It sounds like you have copies of your media drive, which you are using as your backups. That is fine, particularly with the re-assignment of drive letters described above.
But nothing is better than a real backup solution that supports incremental and differential as well as full backups, and can restore to a new hard drive as if it was the original drive, whether it was a System (boot) or data drive, and just works.
I could add Acronis True Image and Norton 360 backup to your list of failed backups solutions, that can't be relied upon when you really need them; when you have to recover from a disaster. After Norton failed me, and Norton support couldn't help me, I searched for a good backup solution, tested a bunch, and found only one that appears to be a good backup solution that does the job properly, like traditional backups solutions.

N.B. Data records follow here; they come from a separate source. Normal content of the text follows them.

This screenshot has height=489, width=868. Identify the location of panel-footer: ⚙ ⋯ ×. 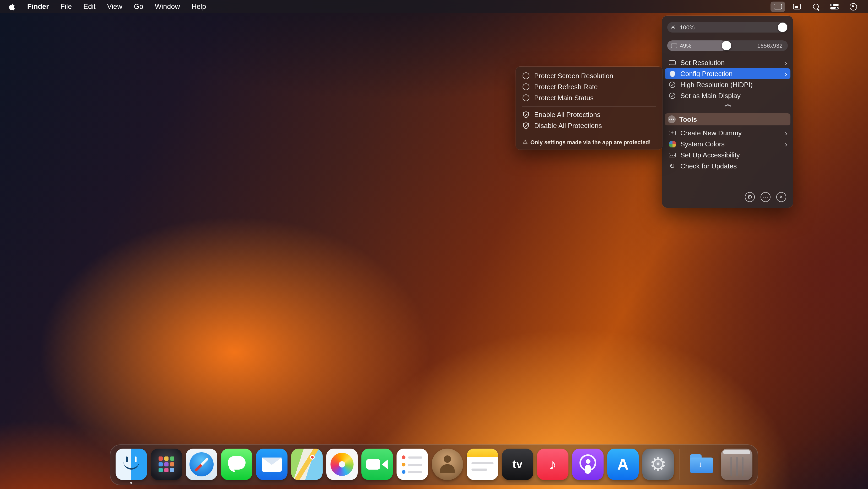
(728, 200).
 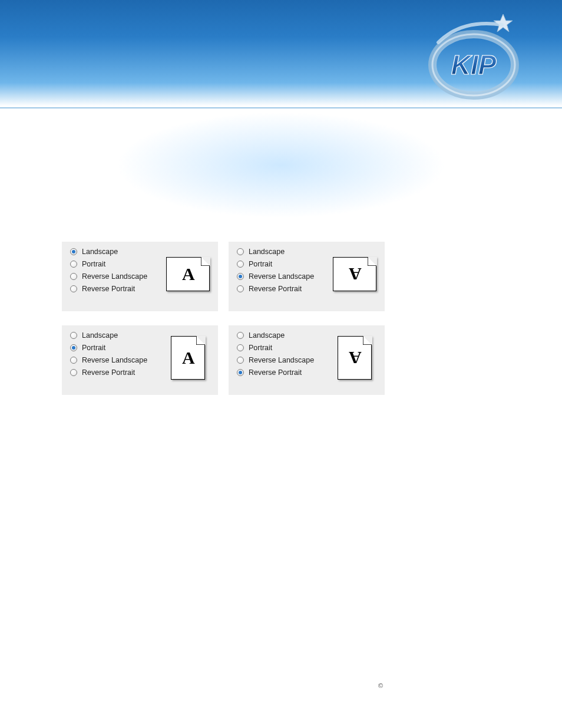 I want to click on orientation-panels: Landscape Portrait Reverse Landscape Rev…, so click(x=224, y=325).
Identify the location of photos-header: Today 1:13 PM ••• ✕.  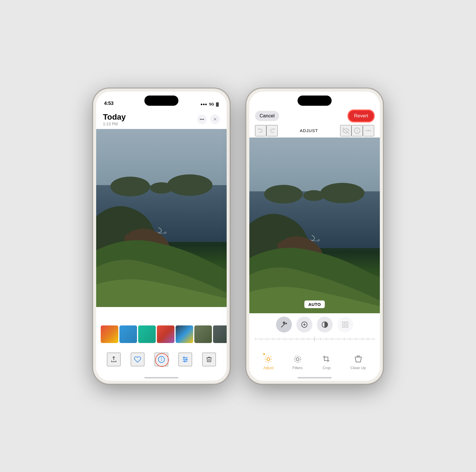
(161, 118).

That is EaseUS Todo Backup, Workstation version. See
http://www.easeus.com/backup-software/personal.htmlI haven't had to do a recovery "in anger" after a drive failed with it yet, but I did do real world system and data drive restores, on live hardware not a test system, and they worked well. EaseUS has been very reliable, and the company is fairly responsive with support requests. Certainly they have shown an interest and fixed stuff when I have had minor niggles with the software.
Anyway, I have no association with EaseUS except as a customer, but I can highly recommend their Todo Backup software. Not perfect, but good, and reliable. For my workstation PC, that is what I prefer to use. My media collection is way to big to backup at the moment, so I just monitor the drives with HD Sentinel, but when I get around to having a NAS or enough space, I would use EaseUS for media backup as well, since the Incremental backups make recovery of files at a point in time easy.
If you ever consider getting a real backup solution, instead of just copies of the hard disk, have a look at it.